We Are Not Achieving Optimal Business Results
This is actually good news for you and your organization. The refusal to settle for average – always looking for and fixing chinks in the organization – separates the best performers from the mediocre. The question is how to identify the chinks and how/when to fix them. You may suffer from “analysis paralysis” when the reality is that you’ll never find an absolutely certain solution. Sometimes, you must just act on what you have and make adjustments later.
The Organization Could Perform Better Financially
If your competitors consistently outperform you, you may wonder:
- How do they do it?
- What are they doing that we are not doing?
- What are we missing?
Asking these questions is healthy, but letting the competition drive your business model is not.
Sound familiar? Read more in “Four Frustrations of a CEO.”
How To Help These Issues
Get Better
1. Confront the Brutal Facts in Honesty
Jim Collins uses this phrase in Good to Great, and we think it speaks for itself. You must see your organization for what it is, not what you wish it to be.
2. Develop A Bias Toward Clarity and Action
Gather the best knowledge available, make a clear decision, then run with it. In War As I Knew It, General George S. Patton wrote: “Don’t delay. The best is the enemy of the good. A good plan violently executed now is better than a perfect plan executed next week.”
3. Begin with the Executive Team
As goes the executive team, so goes the organization. If the executives honestly face the brutal facts and commit to specific strategic decisions, employees will follow. So will the results.
Study these solutions in greater detail by reading “Four Frustrations of a CEO.”
We Help CEOs With
This Challenge
by linking an experienced business
advisor with a proven process, The CEO
Advantage. Our clients consistently report the tremendous value of the process and the independent, objective viewpoint of a professional business advisor. We will work with you individually and with your executive team to face the brutal facts and develop a bias toward action, thereby increasing your confidence in strategic decision-making.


--- Task brief ---
In the copy, include exactly the lines from the one with "Output the bbox for <b>flower</b>." through the end of the data and no others, both ends kept, with every picture left out.

--- Text-to-region grounding data ---
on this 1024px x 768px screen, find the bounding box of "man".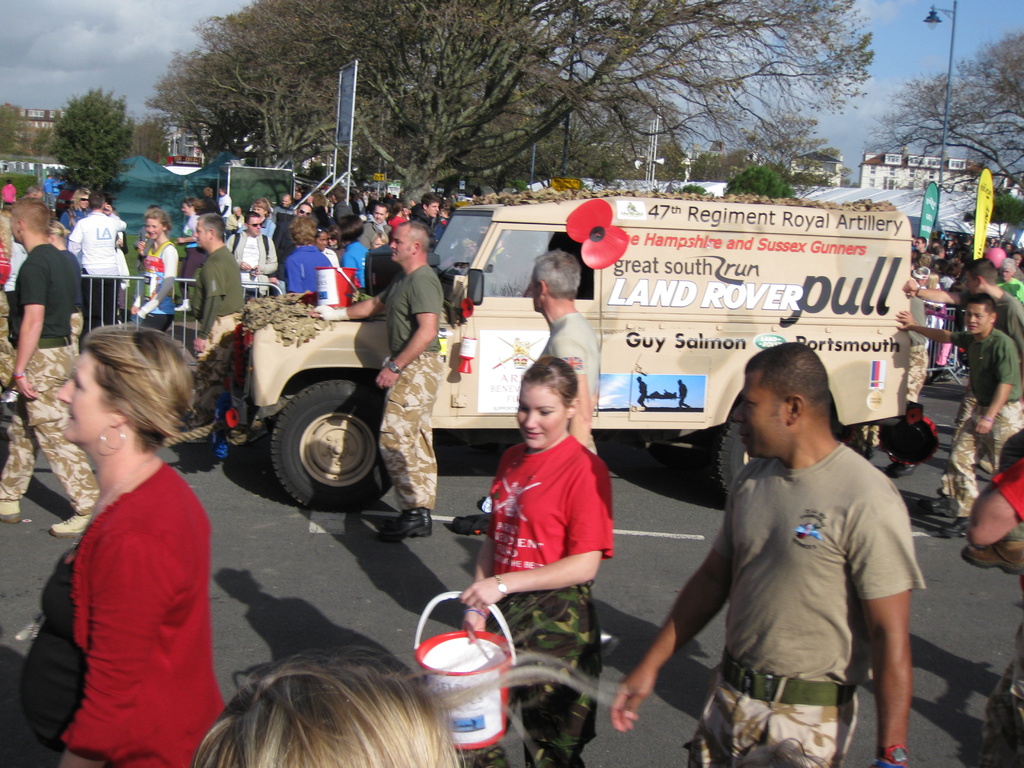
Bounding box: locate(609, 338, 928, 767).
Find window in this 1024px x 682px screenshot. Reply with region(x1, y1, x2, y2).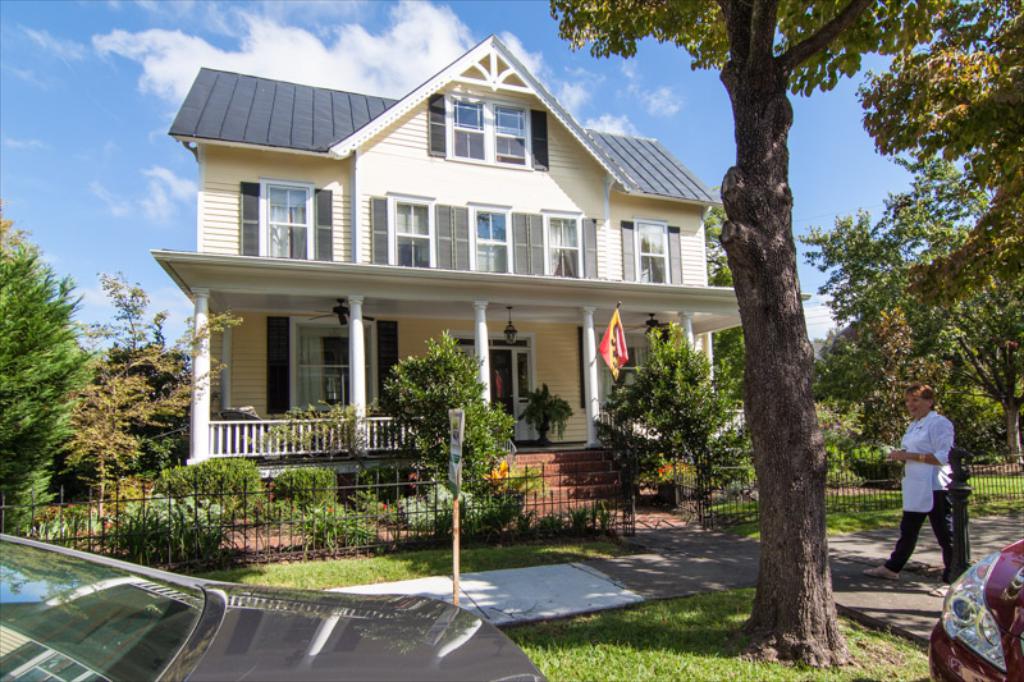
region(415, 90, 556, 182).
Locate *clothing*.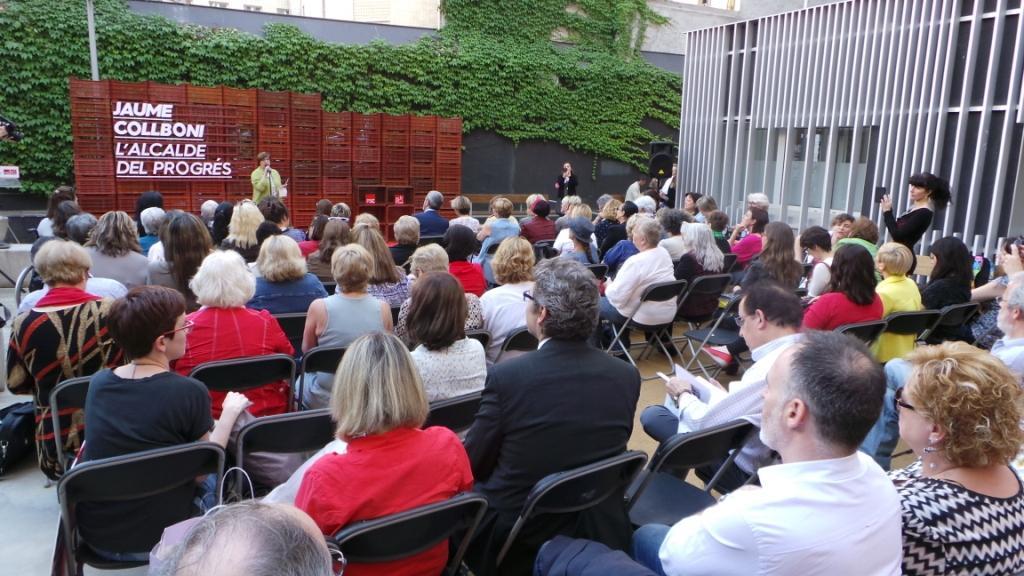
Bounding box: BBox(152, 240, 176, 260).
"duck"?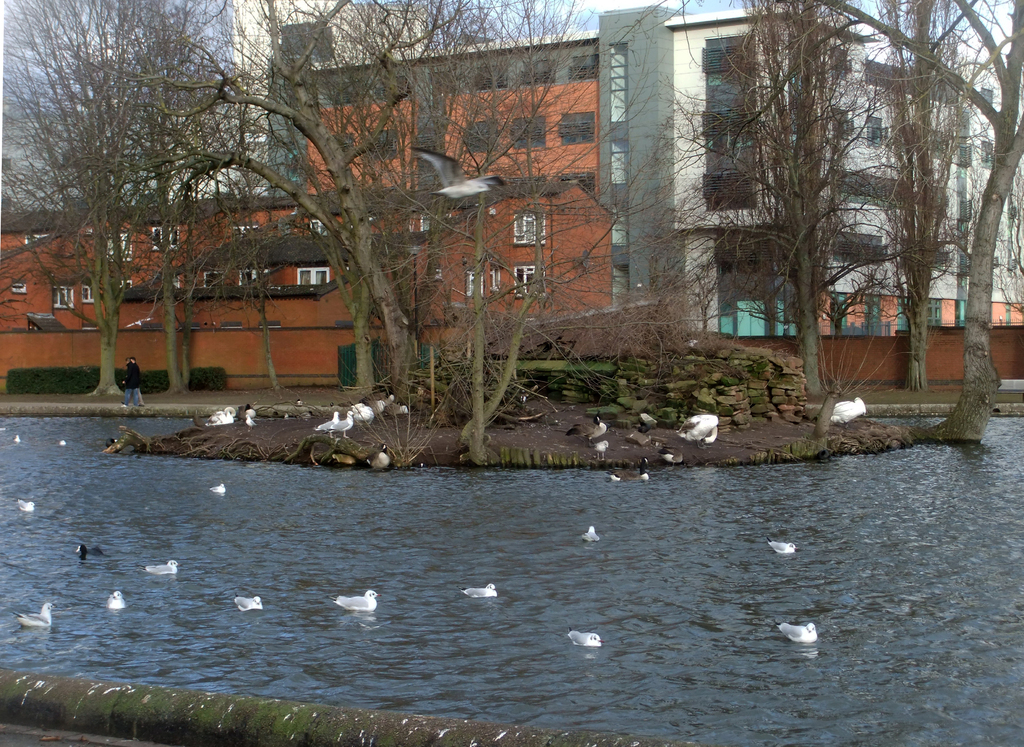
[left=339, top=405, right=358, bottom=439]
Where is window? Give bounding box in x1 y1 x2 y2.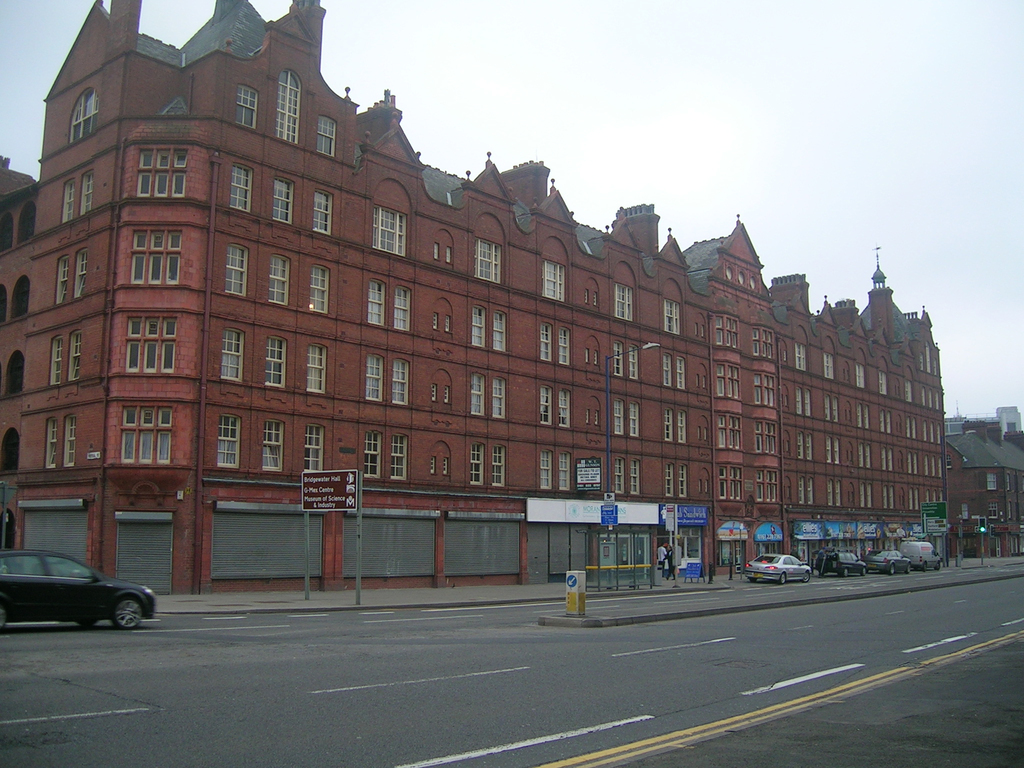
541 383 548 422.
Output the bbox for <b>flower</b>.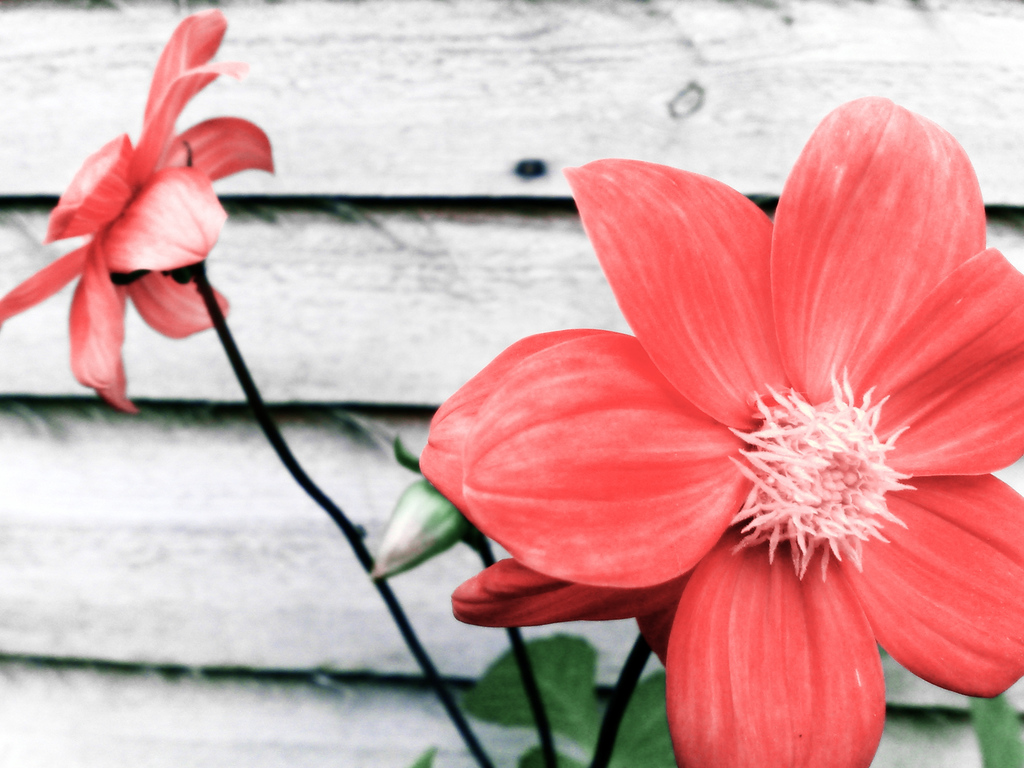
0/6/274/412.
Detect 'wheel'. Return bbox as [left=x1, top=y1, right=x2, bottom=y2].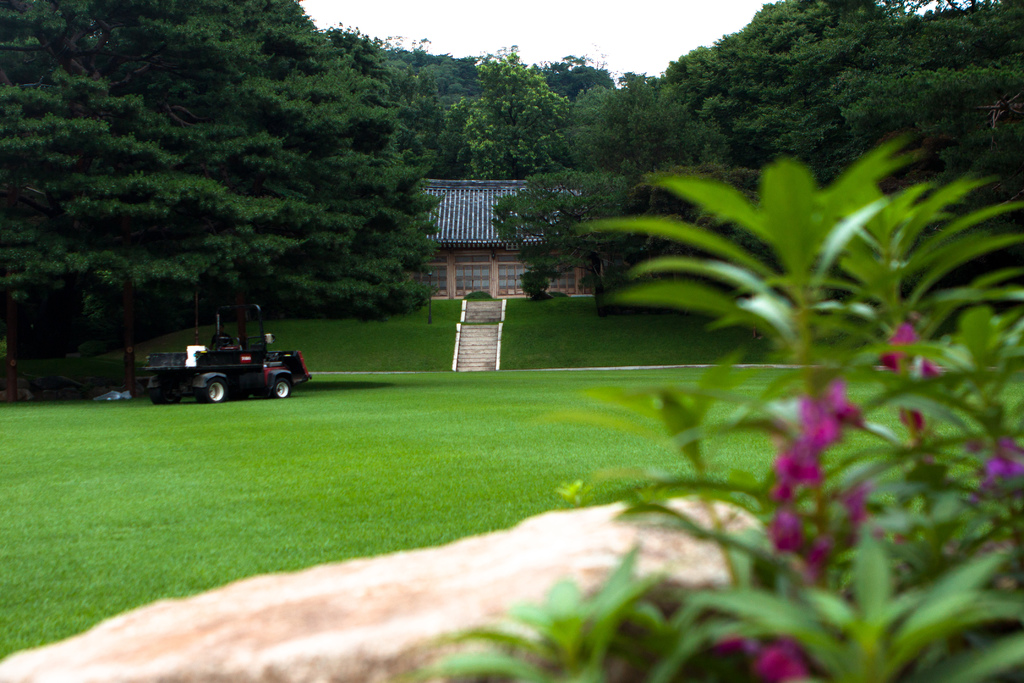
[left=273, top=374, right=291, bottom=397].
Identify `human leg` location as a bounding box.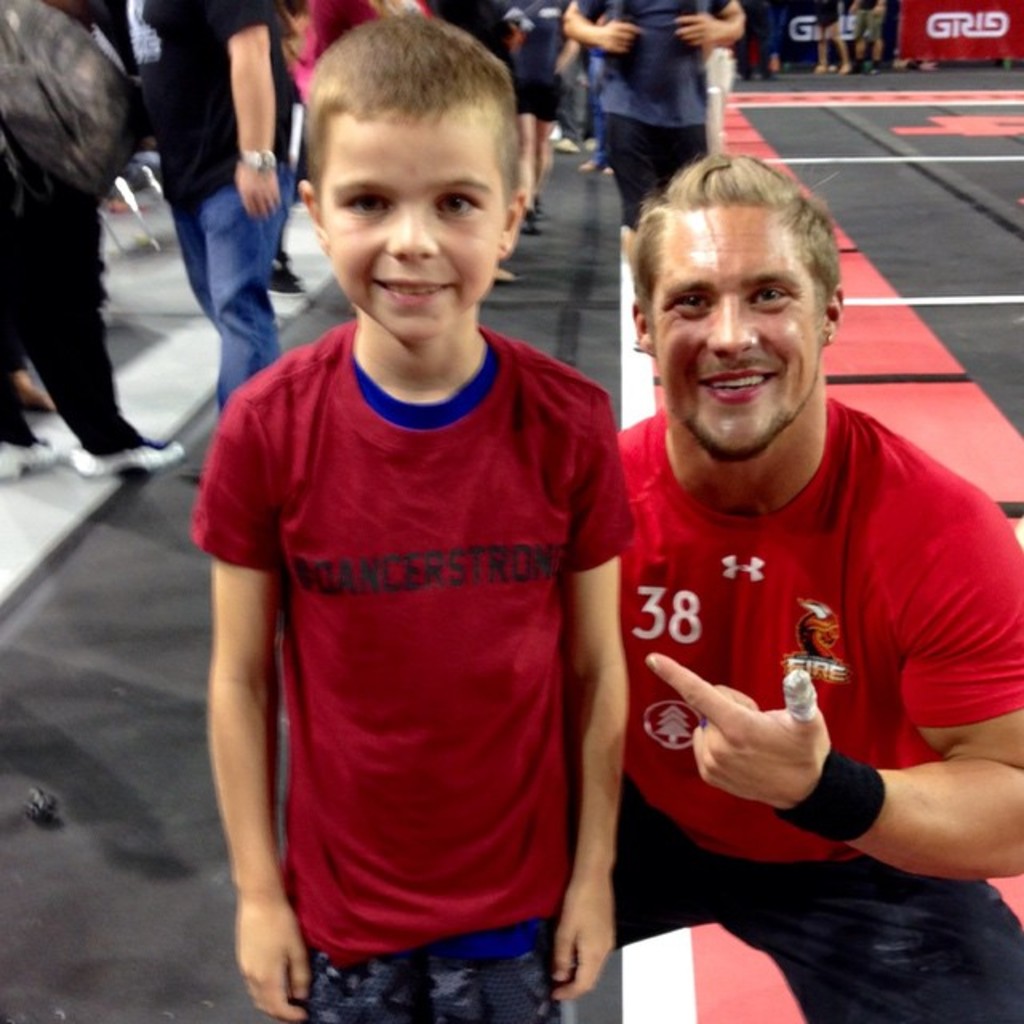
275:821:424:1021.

--- Answer to the problem ---
Output the bbox for <b>flower</b>.
0/6/274/412.
Detect 'wheel'. Return bbox as [left=x1, top=y1, right=x2, bottom=y2].
[left=273, top=374, right=291, bottom=397].
Identify `human leg` location as a bounding box.
275:821:424:1021.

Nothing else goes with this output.